One nation under worry

As study after study shows, the rich are doing better than the rest of us. But surprisingly, they don’t always presume that their wealth will protect them or guarantee their children’s futures. In talking with families across the class spectrum about how they coping in an uncertain age for my new book, “Cut Adrift: Families in Insecure Times,” I learned that even the affluent families don’t think they have enough and strive to attain more.1 In contrast, the working- and middle-class families I spoke with realize they can’t do much to improve their situations so they lower their expectations and try to get by on less.

This is the new face of economic inequality in the United States today. Most every-one is dealing with economic insecurity, yet the ways in which families on different rungs of the income ladder are doing so may be fueling greater economic inequality.

Take Paul Mah, a technology executive with assets of more than $1 million. “We are probably in the top 1 percent of all American households,” says Mah, “so I can’t complain, but I still don’t feel rich.” Only accumulating millions more, he says, would enable him to stop feeling anxious about his financial future and the prospects of his children.

In contrast, Laura Delgado, a struggling single mother of three who works as a cashier, has zero savings, but in many ways is less concerned. “Having nothing isn’t always a bad thing,” she says, noting that things could always be worse. To cope with her financial trouble, Delgado scales back her definition of security to just the basics (food, shelter, clothing) and filters out bad news by always trying to look on the bright side of things. Her approach enables her to control the anxiety she feels about her difficult economic situation.

These are just two of the emotional stories behind the statistics documenting that we live in precarious times. As Americans scramble to hold on to jobs, deal with pay cuts, afford rising college tuition, fund retirements, manage debt, weather the costs of medical emergencies, and give their children an edge in an increasingly competitive world, there are deep psychological reverberations—for us all.

Of course these reverberations look and feel differently for different groups of Americans. As economic insecurity grows—a reflection of the many changes and challenges in our economy today—so too has the divide in our country between the haves and the have-nots. This means families face different obstacles and can overcome them, or not, depending on the resources at their disposal.

Like Laura Delgado, many middle- and working-class families I talked with are so beaten down that they are letting go of their dreams for a better life. Instead, they try to make the insecurity they face more tolerable. When Laura must choose whether to pay the power bill or put food on the table for example, she makes light of the lack of heat in her home by telling her kids it’s just “camping.”

Affluent families respond differently. Rather than trying to adjust to greater inse-curity, they seek to protect their families by continuing to climb the wealth-and-income ladder. Security for some of the wealthiest families I talked with meant accumulating a net worth of more than $10 million. Such eye-popping definitions of security leave many affluent families more worried at times than their less fortunate compatriots further down the ladder.

In our go-it-alone age, we all adopt ways of coping—ways of thinking and feel-ing—that help us navigate through choppy and dangerous waters. These different approaches to managing insecurity reveal that in hard times the divisions among us are not just economic, they are also emotional.

Emotional disparities like these have real consequences. As the rich push for more and everyone else tries to accommodate to less, we actually make inequality worse. Because we treat economic insecurity as a personal problem rather than a social problem that we can solve collectively, we are unable to muster the will to stop it.

September 1, 2014

Topics

Economic Wellbeing

End Notes

1. Marianne Cooper, Cut Adrift: Families in Insecure Times (University of California Press, 2014).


_REQUIRED WORK_
Having read the data, transcribe all of it without deviation.

(Items from a figure collection)
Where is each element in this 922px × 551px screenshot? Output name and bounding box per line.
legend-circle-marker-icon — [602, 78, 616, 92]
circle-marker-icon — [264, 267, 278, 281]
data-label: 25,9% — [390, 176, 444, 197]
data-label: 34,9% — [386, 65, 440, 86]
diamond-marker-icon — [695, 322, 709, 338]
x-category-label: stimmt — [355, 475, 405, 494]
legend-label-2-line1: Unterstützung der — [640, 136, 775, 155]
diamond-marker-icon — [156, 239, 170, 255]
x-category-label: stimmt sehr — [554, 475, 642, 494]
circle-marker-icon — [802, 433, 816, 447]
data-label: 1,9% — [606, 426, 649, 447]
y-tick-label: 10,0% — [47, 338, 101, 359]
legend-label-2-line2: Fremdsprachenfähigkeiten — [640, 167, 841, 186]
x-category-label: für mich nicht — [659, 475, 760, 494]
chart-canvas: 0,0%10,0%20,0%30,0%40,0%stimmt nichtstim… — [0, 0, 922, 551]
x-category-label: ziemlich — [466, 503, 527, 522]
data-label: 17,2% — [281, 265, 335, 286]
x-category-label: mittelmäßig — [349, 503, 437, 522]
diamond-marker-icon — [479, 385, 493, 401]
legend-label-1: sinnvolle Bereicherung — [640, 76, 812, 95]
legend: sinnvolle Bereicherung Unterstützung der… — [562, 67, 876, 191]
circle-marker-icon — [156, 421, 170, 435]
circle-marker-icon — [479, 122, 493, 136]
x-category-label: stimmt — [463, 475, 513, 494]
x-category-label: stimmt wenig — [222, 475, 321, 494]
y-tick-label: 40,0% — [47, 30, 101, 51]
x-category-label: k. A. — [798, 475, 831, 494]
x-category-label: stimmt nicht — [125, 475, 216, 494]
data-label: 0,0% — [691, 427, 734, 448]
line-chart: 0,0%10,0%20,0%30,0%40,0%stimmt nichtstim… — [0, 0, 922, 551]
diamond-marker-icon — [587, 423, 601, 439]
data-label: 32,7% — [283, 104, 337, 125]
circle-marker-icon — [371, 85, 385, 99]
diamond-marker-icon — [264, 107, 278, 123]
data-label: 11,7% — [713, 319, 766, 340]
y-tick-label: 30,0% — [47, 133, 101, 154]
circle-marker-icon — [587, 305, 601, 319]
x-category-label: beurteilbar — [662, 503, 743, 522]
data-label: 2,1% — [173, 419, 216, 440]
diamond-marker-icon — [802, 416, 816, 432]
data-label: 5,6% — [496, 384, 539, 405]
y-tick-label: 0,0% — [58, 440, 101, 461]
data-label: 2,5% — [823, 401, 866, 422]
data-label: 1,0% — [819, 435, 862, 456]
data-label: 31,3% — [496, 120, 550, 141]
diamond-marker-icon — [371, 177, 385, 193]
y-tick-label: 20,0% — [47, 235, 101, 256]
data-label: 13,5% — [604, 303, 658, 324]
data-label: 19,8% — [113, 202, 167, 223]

_TASK OUTPUT_
Where is each element in this 922px × 551px screenshot? Output name and bounding box per line.
legend-circle-marker-icon — [602, 78, 616, 92]
circle-marker-icon — [264, 267, 278, 281]
data-label: 25,9% — [390, 176, 444, 197]
data-label: 34,9% — [386, 65, 440, 86]
diamond-marker-icon — [695, 322, 709, 338]
x-category-label: stimmt — [355, 475, 405, 494]
legend-label-2-line1: Unterstützung der — [640, 136, 775, 155]
diamond-marker-icon — [156, 239, 170, 255]
x-category-label: stimmt sehr — [554, 475, 642, 494]
circle-marker-icon — [802, 433, 816, 447]
data-label: 1,9% — [606, 426, 649, 447]
y-tick-label: 10,0% — [47, 338, 101, 359]
legend-label-2-line2: Fremdsprachenfähigkeiten — [640, 167, 841, 186]
x-category-label: für mich nicht — [659, 475, 760, 494]
chart-canvas: 0,0%10,0%20,0%30,0%40,0%stimmt nichtstim… — [0, 0, 922, 551]
x-category-label: ziemlich — [466, 503, 527, 522]
data-label: 17,2% — [281, 265, 335, 286]
x-category-label: mittelmäßig — [349, 503, 437, 522]
diamond-marker-icon — [479, 385, 493, 401]
legend-label-1: sinnvolle Bereicherung — [640, 76, 812, 95]
legend: sinnvolle Bereicherung Unterstützung der… — [562, 67, 876, 191]
circle-marker-icon — [156, 421, 170, 435]
circle-marker-icon — [479, 122, 493, 136]
x-category-label: stimmt — [463, 475, 513, 494]
x-category-label: stimmt wenig — [222, 475, 321, 494]
y-tick-label: 40,0% — [47, 30, 101, 51]
x-category-label: k. A. — [798, 475, 831, 494]
x-category-label: stimmt nicht — [125, 475, 216, 494]
data-label: 0,0% — [691, 427, 734, 448]
line-chart: 0,0%10,0%20,0%30,0%40,0%stimmt nichtstim… — [0, 0, 922, 551]
diamond-marker-icon — [587, 423, 601, 439]
data-label: 32,7% — [283, 104, 337, 125]
circle-marker-icon — [371, 85, 385, 99]
diamond-marker-icon — [264, 107, 278, 123]
data-label: 11,7% — [713, 319, 766, 340]
y-tick-label: 30,0% — [47, 133, 101, 154]
circle-marker-icon — [587, 305, 601, 319]
x-category-label: beurteilbar — [662, 503, 743, 522]
data-label: 2,1% — [173, 419, 216, 440]
diamond-marker-icon — [802, 416, 816, 432]
data-label: 5,6% — [496, 384, 539, 405]
y-tick-label: 0,0% — [58, 440, 101, 461]
data-label: 2,5% — [823, 401, 866, 422]
data-label: 1,0% — [819, 435, 862, 456]
data-label: 31,3% — [496, 120, 550, 141]
diamond-marker-icon — [371, 177, 385, 193]
y-tick-label: 20,0% — [47, 235, 101, 256]
data-label: 13,5% — [604, 303, 658, 324]
data-label: 19,8% — [113, 202, 167, 223]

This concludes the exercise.